_PROBLEM_
Starting from the line with "The width and height of the screenshot is (1503, 845).", please copy exactly every line to the end of the listing, but not the pictures.

++++++++++++++++++++

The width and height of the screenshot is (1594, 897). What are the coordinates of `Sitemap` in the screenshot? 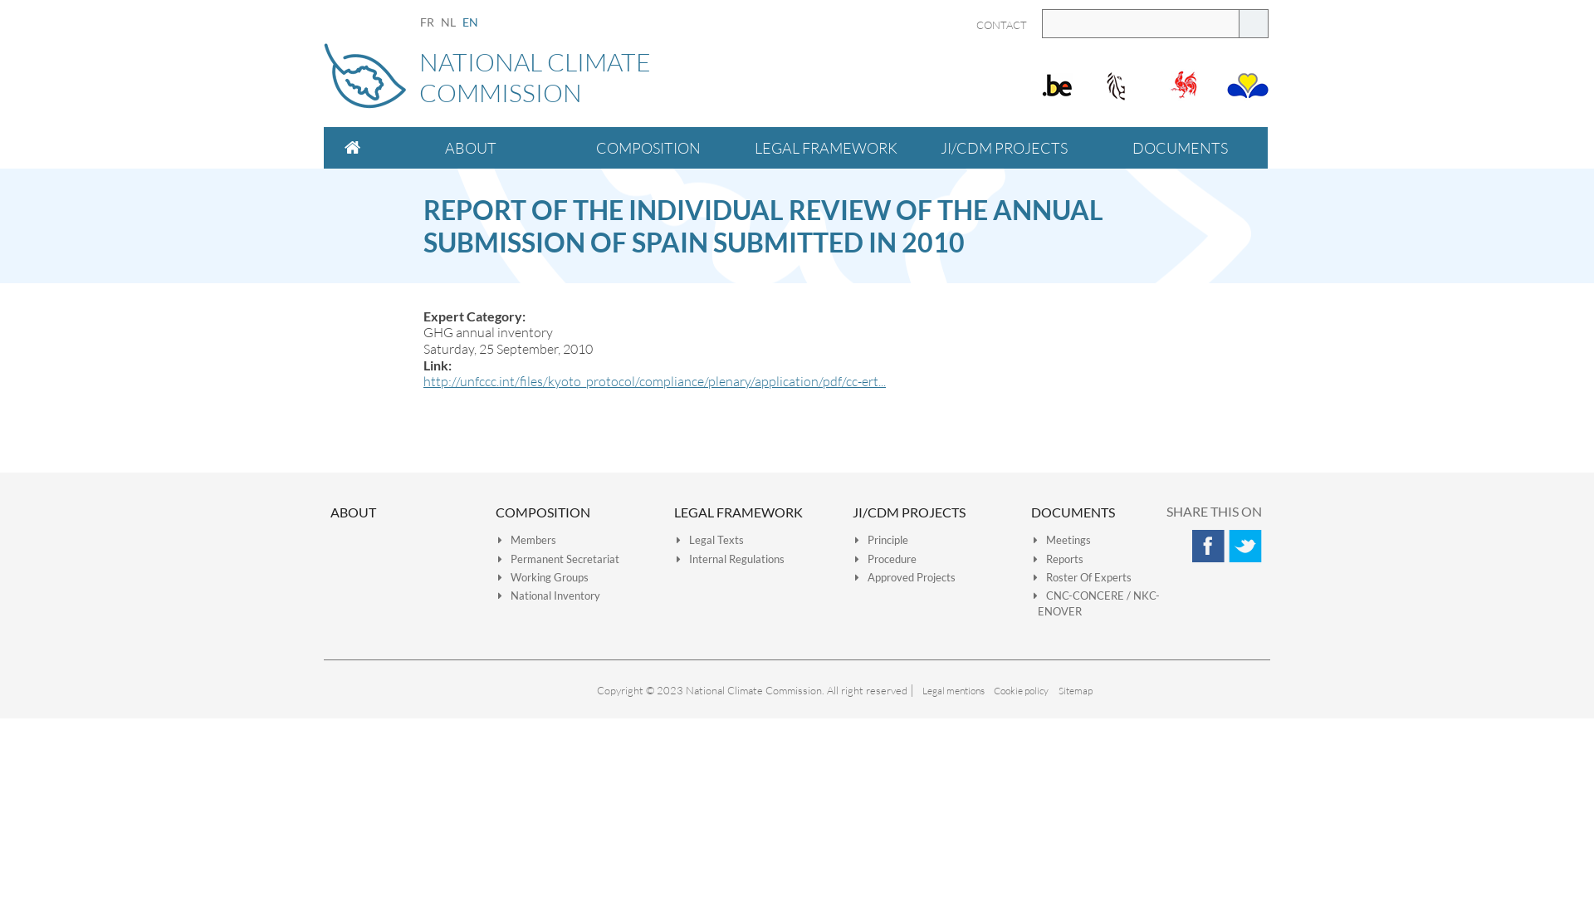 It's located at (1074, 691).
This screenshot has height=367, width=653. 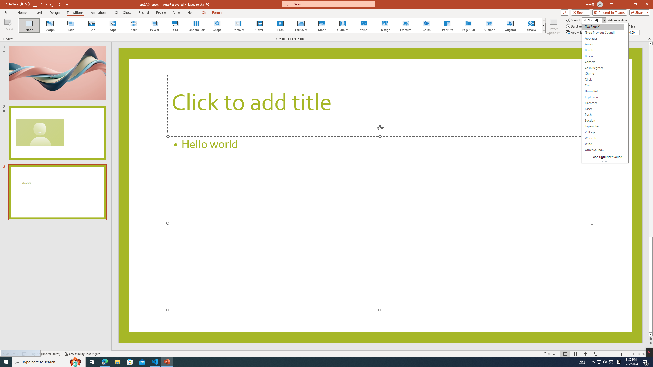 What do you see at coordinates (489, 25) in the screenshot?
I see `Airplane` at bounding box center [489, 25].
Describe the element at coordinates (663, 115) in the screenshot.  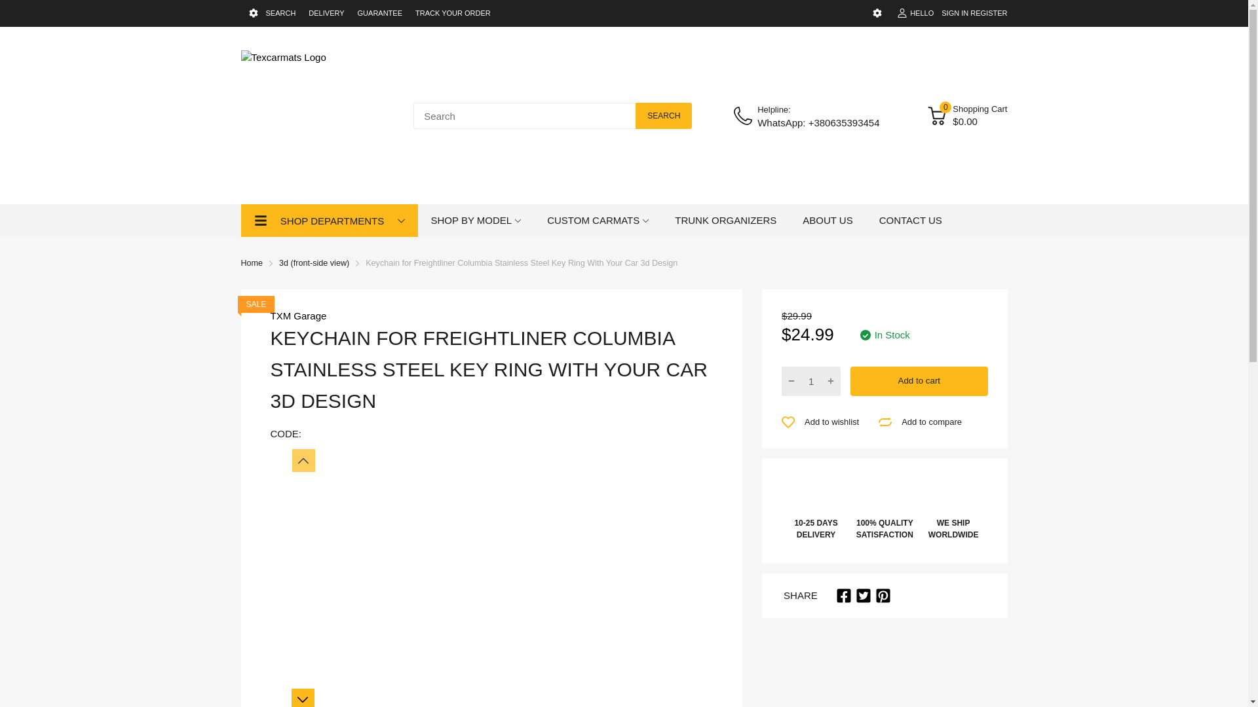
I see `SEARCH` at that location.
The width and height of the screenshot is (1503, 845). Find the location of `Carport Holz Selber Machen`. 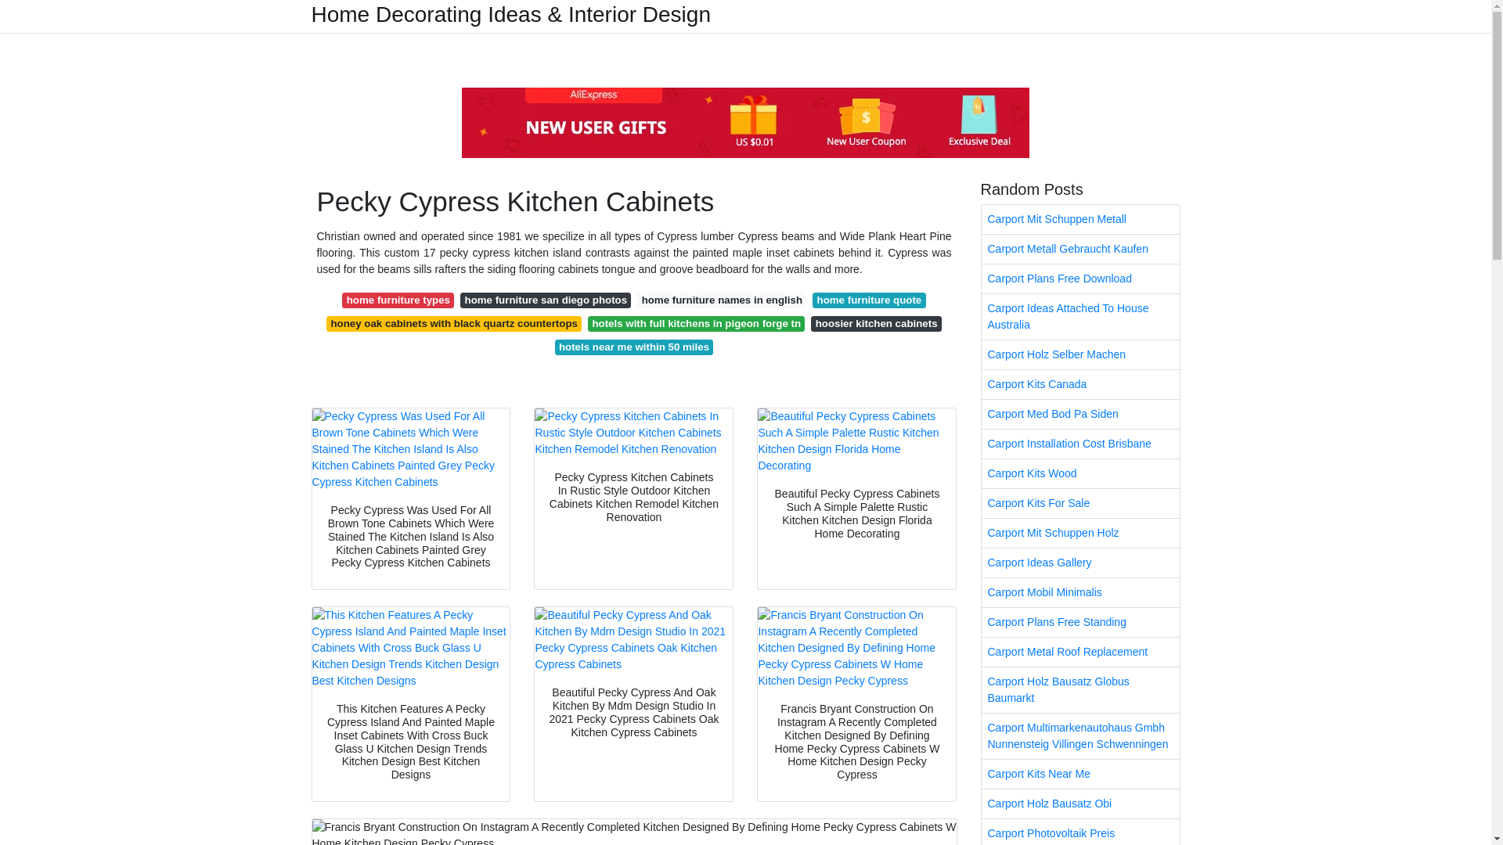

Carport Holz Selber Machen is located at coordinates (1080, 355).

++++++++++++++++++++

_SOLUTION TO THIS TASK_
The width and height of the screenshot is (1503, 845). Find the location of `Carport Holz Selber Machen`. 

Carport Holz Selber Machen is located at coordinates (1080, 355).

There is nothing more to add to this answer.